Goreleigh’s Tobacco Series comes from the illustrations he did for Britannica Junior encyclopedia, inspired by his experiences in North Carolina, where he also taught. These colorful images include a widow who continued raising her crop after her husband’s death, even sitting out with a rifle to protect her prized tobacco plants. The series shows her spraying, planting, and inspecting her plants. There are original gouaches from 1943, as well as a more colorful series of serigraphs Goreleigh made in 1973, revisiting the subject matter.

Goreleigh’s Fieldworker Series began in the late ’60s/early ’70s, when he visited and painted farms in Cranbury, Roosevelt, and Hightstown. The series started with a watercolor, and by 1962 he had 10 full-blown oil paintings, enabling him to get a grant from the New Jersey State Council on the Arts to support the series.

The Social Hour, oil on canvas by Rex Goreleigh, 1971. (Invaluable.com)

His 1971 work The Social Hour shows African American migrant workers all dressed up in satin dresses and high-heeled shoes, dancing the night away at the First Presbyterian Church in Cranbury.

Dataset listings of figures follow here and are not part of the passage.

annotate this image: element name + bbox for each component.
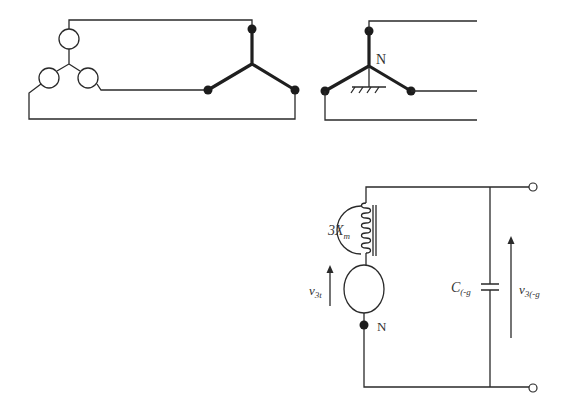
- voltage-source-icon: [344, 265, 384, 313]
- star-arms: [208, 29, 295, 90]
- source-voltage-label: v3t: [309, 283, 322, 300]
- phase-a-source-icon: [59, 29, 79, 49]
- source-voltage-arrow-icon: [327, 265, 334, 306]
- load-star-left: [204, 25, 300, 95]
- phase-b-source-icon: [39, 68, 59, 88]
- output-voltage-arrow-icon: [508, 236, 515, 338]
- inductor-core: [373, 205, 376, 256]
- output-voltage-label: v3(-g: [519, 282, 540, 299]
- generator-star: [29, 20, 295, 119]
- neutral-label-bottom: N: [377, 319, 387, 334]
- wire-phase-c: [97, 84, 208, 90]
- equivalent-circuit: 3Xm v3t N C(-g v3(-g: [309, 183, 540, 392]
- generator-neutral-junction: [57, 49, 80, 71]
- phase-c-source-icon: [78, 68, 98, 88]
- neutral-label: N: [376, 52, 386, 67]
- wire-phase-b: [29, 84, 295, 119]
- circuit-diagram: N 3Xm v3t N C(-g: [0, 0, 568, 396]
- neutral-node-dot: [360, 321, 369, 330]
- top-rail: [366, 187, 529, 203]
- node-dot: [204, 86, 213, 95]
- star-arms: [325, 31, 411, 91]
- ground-icon: [351, 66, 386, 93]
- node-dot: [291, 86, 300, 95]
- node-dot: [248, 25, 257, 34]
- terminal-bottom-icon: [529, 384, 537, 392]
- capacitor-icon: [481, 284, 499, 290]
- terminal-top-icon: [529, 183, 537, 191]
- load-star-right: N: [321, 21, 478, 120]
- wire-phase-a: [69, 20, 252, 29]
- line-out-c: [325, 91, 477, 120]
- bottom-rail: [364, 313, 529, 387]
- line-out-a: [369, 21, 477, 31]
- capacitor-label: C(-g: [451, 280, 471, 297]
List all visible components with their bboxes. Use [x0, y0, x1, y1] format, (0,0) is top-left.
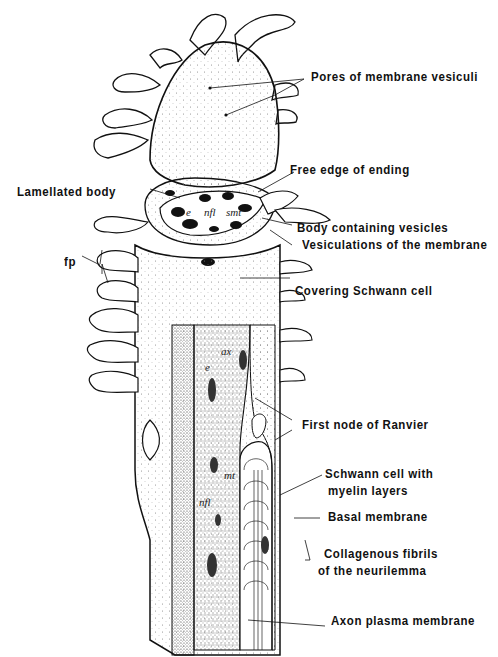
- label-body-containing-vesicles: Body containing vesicles: [297, 221, 448, 236]
- label-axon-plasma-membrane: Axon plasma membrane: [331, 614, 475, 629]
- abbr-nfl-top: nfl: [204, 206, 216, 218]
- label-fp: fp: [64, 255, 76, 270]
- abbr-ax: ax: [221, 345, 231, 357]
- label-free-edge-of-ending: Free edge of ending: [290, 163, 410, 178]
- abbr-nfl-bottom: nfl: [199, 496, 211, 508]
- label-collagenous-fibrils: Collagenous fibrils: [324, 547, 438, 562]
- label-basal-membrane: Basal membrane: [328, 510, 428, 525]
- label-vesiculations-of-the-membrane: Vesiculations of the membrane: [302, 238, 487, 253]
- schwann-cut-face: [172, 325, 194, 655]
- abbr-mt: mt: [224, 469, 235, 481]
- abbr-e-top: e: [186, 206, 191, 218]
- abbr-e-mid: e: [205, 361, 210, 373]
- label-of-the-neurilemma: of the neurilemma: [318, 564, 426, 579]
- abbr-smt: smt: [226, 206, 241, 218]
- label-lamellated-body: Lamellated body: [17, 185, 116, 200]
- label-schwann-cell-with: Schwann cell with: [325, 467, 433, 482]
- label-covering-schwann-cell: Covering Schwann cell: [295, 284, 432, 299]
- label-myelin-layers: myelin layers: [328, 484, 408, 499]
- label-first-node-of-ranvier: First node of Ranvier: [302, 418, 429, 433]
- label-pores-of-membrane-vesiculi: Pores of membrane vesiculi: [311, 70, 478, 85]
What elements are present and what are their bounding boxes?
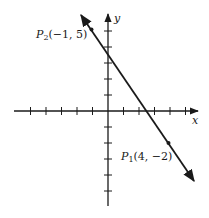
point-p1-label: P1(4, −2) bbox=[120, 150, 172, 164]
point-p1 bbox=[167, 141, 171, 145]
y-axis-label: y bbox=[113, 12, 121, 25]
coordinate-plane: x y P2(−1, 5) P1(4, −2) bbox=[0, 0, 209, 218]
point-p2 bbox=[90, 28, 94, 32]
x-axis-label: x bbox=[192, 114, 199, 127]
point-p2-label: P2(−1, 5) bbox=[35, 28, 87, 42]
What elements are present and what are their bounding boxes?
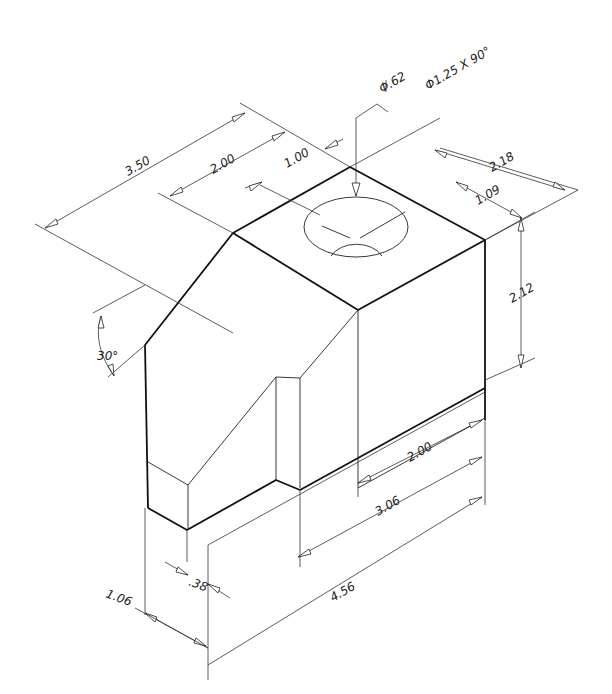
isometric-part-drawing: Φ.62 Φ1.25 X 90° 3.50 2.00 1.00 2.18 1.0… [0,0,612,694]
dim-upper-height: 2.12 [507,280,537,305]
dim-top-step-depth: 2.00 [208,151,238,177]
countersunk-hole [304,197,408,257]
dim-chamfer-angle: 30° [97,349,118,363]
dim-overall-length: 4.56 [328,579,358,605]
dim-lower-step-length: 2.00 [405,439,435,465]
dimension-labels: Φ.62 Φ1.25 X 90° 3.50 2.00 1.00 2.18 1.0… [97,44,537,609]
part-outline [145,167,485,530]
callout-thru-diameter: Φ.62 [377,69,409,95]
dim-hole-offset-depth: 1.00 [282,145,312,171]
dim-base-height: 1.06 [104,587,134,609]
dim-slot-width: .38 [187,575,210,595]
dim-hole-offset-width: 1.09 [473,182,503,207]
dim-slot-length: 3.06 [373,493,403,519]
callout-countersink: Φ1.25 X 90° [423,44,493,93]
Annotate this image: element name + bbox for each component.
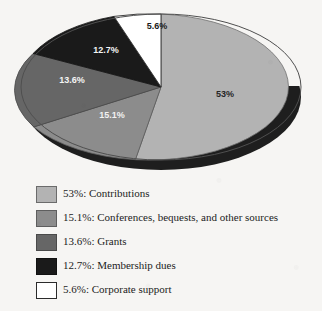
legend-item-contributions[interactable]: 53%: Contributions: [36, 185, 316, 206]
chart-legend: 53%: Contributions 15.1%: Conferences, b…: [36, 185, 316, 305]
legend-swatch-icon: [36, 210, 57, 227]
legend-swatch-icon: [36, 282, 57, 299]
legend-swatch-icon: [36, 186, 57, 203]
legend-item-label: 5.6%: Corporate support: [63, 281, 171, 296]
legend-item-label: 12.7%: Membership dues: [63, 257, 176, 272]
slice-label-conferences: 15.1%: [99, 110, 125, 120]
legend-item-membership-dues[interactable]: 12.7%: Membership dues: [36, 257, 316, 278]
pie-chart-svg: 53% 15.1% 13.6% 12.7% 5.6%: [0, 0, 322, 176]
legend-item-label: 53%: Contributions: [63, 185, 149, 200]
legend-swatch-icon: [36, 234, 57, 251]
slice-label-membership-dues: 12.7%: [93, 45, 119, 55]
slice-label-corporate-support: 5.6%: [147, 21, 168, 31]
legend-item-grants[interactable]: 13.6%: Grants: [36, 233, 316, 254]
slice-label-contributions: 53%: [216, 89, 234, 99]
pie-chart: 53% 15.1% 13.6% 12.7% 5.6%: [0, 0, 322, 176]
legend-item-corporate-support[interactable]: 5.6%: Corporate support: [36, 281, 316, 302]
legend-swatch-icon: [36, 258, 57, 275]
legend-item-conferences[interactable]: 15.1%: Conferences, bequests, and other …: [36, 209, 316, 230]
legend-item-label: 15.1%: Conferences, bequests, and other …: [63, 209, 278, 224]
legend-item-label: 13.6%: Grants: [63, 233, 127, 248]
pie-slice-group: [14, 14, 288, 160]
slice-label-grants: 13.6%: [59, 75, 85, 85]
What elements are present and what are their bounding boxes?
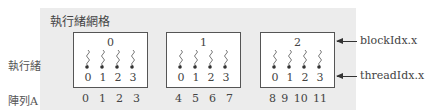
array-element: 8 xyxy=(269,92,276,105)
array-element: 2 xyxy=(116,92,123,105)
thread: 3 xyxy=(313,50,327,84)
array-element: 5 xyxy=(192,92,199,105)
thread-index: 1 xyxy=(100,71,107,84)
thread-arrow xyxy=(337,76,357,77)
thread-icon xyxy=(286,50,294,70)
thread-index: 2 xyxy=(208,71,215,84)
thread: 1 xyxy=(283,50,297,84)
array-element: 9 xyxy=(281,92,288,105)
thread-index: 2 xyxy=(302,71,309,84)
thread: 0 xyxy=(268,50,282,84)
array-element: 10 xyxy=(294,92,308,105)
block-index: 0 xyxy=(74,36,147,49)
thread-block-1: 10123 xyxy=(166,32,241,88)
array-element: 7 xyxy=(226,92,233,105)
thread: 1 xyxy=(96,50,110,84)
thread-index: 3 xyxy=(223,71,230,84)
thread-block-0: 00123 xyxy=(73,32,148,88)
thread: 2 xyxy=(111,50,125,84)
threadidx-annotation: threadIdx.x xyxy=(360,69,424,82)
grid-title: 執行緒網格 xyxy=(50,12,110,29)
array-element: 1 xyxy=(99,92,106,105)
thread: 0 xyxy=(174,50,188,84)
thread-icon xyxy=(114,50,122,70)
thread: 2 xyxy=(298,50,312,84)
thread-icon xyxy=(222,50,230,70)
thread-icon xyxy=(129,50,137,70)
thread-index: 3 xyxy=(130,71,137,84)
thread-index: 1 xyxy=(193,71,200,84)
thread-icon xyxy=(271,50,279,70)
thread-index: 3 xyxy=(317,71,324,84)
thread-icon xyxy=(192,50,200,70)
thread: 0 xyxy=(81,50,95,84)
thread-block-2: 20123 xyxy=(260,32,335,88)
array-element: 0 xyxy=(82,92,89,105)
block-index: 2 xyxy=(261,36,334,49)
array-element: 11 xyxy=(313,92,327,105)
array-row-2: 891011 xyxy=(269,92,327,105)
thread-index: 0 xyxy=(178,71,185,84)
array-element: 6 xyxy=(209,92,216,105)
array-element: 4 xyxy=(175,92,182,105)
array-element: 3 xyxy=(133,92,140,105)
blockidx-annotation: blockIdx.x xyxy=(360,34,417,47)
thread: 1 xyxy=(189,50,203,84)
thread-icon xyxy=(84,50,92,70)
thread: 3 xyxy=(219,50,233,84)
thread: 3 xyxy=(126,50,140,84)
thread-icon xyxy=(301,50,309,70)
thread-icon xyxy=(316,50,324,70)
thread-icon xyxy=(99,50,107,70)
thread-index: 0 xyxy=(272,71,279,84)
array-label: 陣列A xyxy=(8,92,38,108)
thread-index: 1 xyxy=(287,71,294,84)
array-row-0: 0123 xyxy=(82,92,140,105)
thread-index: 2 xyxy=(115,71,122,84)
threads-label: 執行緒 xyxy=(8,57,41,73)
thread-icon xyxy=(177,50,185,70)
thread: 2 xyxy=(204,50,218,84)
array-row-1: 4567 xyxy=(175,92,233,105)
thread-index: 0 xyxy=(85,71,92,84)
block-index: 1 xyxy=(167,36,240,49)
block-arrow xyxy=(337,41,357,42)
thread-icon xyxy=(207,50,215,70)
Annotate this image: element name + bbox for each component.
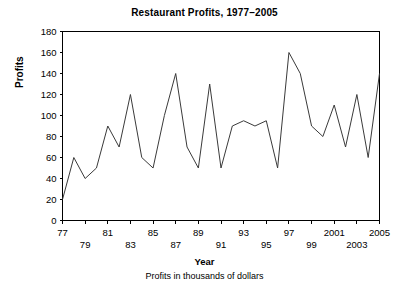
svg-text:120: 120: [41, 89, 57, 100]
profits-line-series: [63, 53, 380, 200]
svg-text:2005: 2005: [369, 227, 390, 238]
svg-text:99: 99: [306, 239, 317, 250]
svg-text:81: 81: [102, 227, 113, 238]
svg-text:97: 97: [284, 227, 295, 238]
svg-text:100: 100: [41, 110, 57, 121]
svg-text:160: 160: [41, 47, 57, 58]
svg-text:85: 85: [148, 227, 159, 238]
x-axis-tick-labels: 777981838587899193959799200120032005: [57, 227, 390, 250]
chart-caption: Profits in thousands of dollars: [0, 271, 409, 281]
svg-text:40: 40: [46, 173, 57, 184]
svg-text:79: 79: [80, 239, 91, 250]
svg-text:140: 140: [41, 68, 57, 79]
y-axis-ticks: 020406080100120140160180: [41, 26, 63, 226]
svg-text:2001: 2001: [324, 227, 345, 238]
svg-text:89: 89: [193, 227, 204, 238]
svg-text:87: 87: [170, 239, 181, 250]
svg-text:83: 83: [125, 239, 136, 250]
x-axis-label: Year: [0, 256, 409, 267]
svg-text:80: 80: [46, 131, 57, 142]
svg-text:91: 91: [216, 239, 227, 250]
svg-text:180: 180: [41, 26, 57, 37]
svg-text:95: 95: [261, 239, 272, 250]
svg-text:20: 20: [46, 194, 57, 205]
svg-text:2003: 2003: [346, 239, 367, 250]
svg-text:60: 60: [46, 152, 57, 163]
plot-area: 020406080100120140160180 777981838587899…: [0, 0, 409, 288]
chart-figure: Restaurant Profits, 1977–2005 Profits 02…: [0, 0, 409, 288]
svg-text:77: 77: [57, 227, 68, 238]
svg-text:0: 0: [51, 215, 56, 226]
svg-text:93: 93: [238, 227, 249, 238]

Some embrace and some do fancy footwork on the wood plank floor, lit from above.

Not all the paintings are this happy. A 1974 still life shows a migrant worker’s “camp,” with lard, jugs, pots, butter, and a can of peas, looking as though they were quickly abandoned. Another shows a worker near a shack after a fire. These camps were permanent structures but not sturdy, and migrant workers stayed in them as they came through. Early versions made of wood with a tin or corrugated roof often caught fire, until laws required the housing be built from cinderblock. Workers might stay in these houses for six to eight weeks at a time. In Wash Day, a woman is outside one of these structures with her aluminum wash tubs as a child plays nearby.

Wash Day by Rex Goreleigh. (Invaluable.com)

Goreleigh’s artwork documents both the everyday hard work and moments of joy experienced by African American farm workers and others throughout the late 20th century. In his Migrant Workers Series, Goreleigh captured both the daily toil and simple joys of these people, and helped to bring light on the difficult work and living conditions for migrant workers in central New Jersey.

The term migrant worker often conjures the image of an immigrant, but during the mid 20th century, many of the migrant workers who went from farm to farm were not immigrants at all, but African Americans.They would pack up and move to the next job, bringing their children.

Looking at the richly colored canvases, one comprehends how Goreleigh treasured his subject matter, enabling him to see the celebrations amid the difficult conditions in the 1950s through the 1970s.

Current view of Rex Goreleigh’s former home and studio on Canal Road. (Photo by Jeffrey E. Tryon)

Capturing The Human Condition

One painting that perhaps best conveys this mix is Afraid of Living, Scared of Dying. Painted in 1977, it depicts an older migrant worker who has gone off the farming circuit and settled in New Jersey. With close-cropped white hair, this slender, beautiful woman sits on a porch swing, awaiting what comes next.

After living in Princeton for 25 years, Goreleigh sold the Canal Road property to live in the senior complex at Spruce Circle. He died in a house fire there when he was 84. Some of his paintings were destroyed in the fire. Goreleigh and his wife Estelle are buried in the Princeton Cemetery; the couple had no children.

During Goreleigh’s lifetime his artwork was exhibited in museums in Paris and Helsinki, and in the Baltimore Art Museum and Studio Museum in Harlem. His work has been exhibited alongside that of Alma Thomas, Elizabeth Catlett, Beauford Delaney, Romare Bearden, Jacob Lawrence, and others. It lives on in the collection of Witherspoon Presbyterian Church, Nassau Presbyterian Church, the Arts Council of Princeton, the historical societies of Princeton and West Windsor, the New Jersey State Museum, and in many private collections.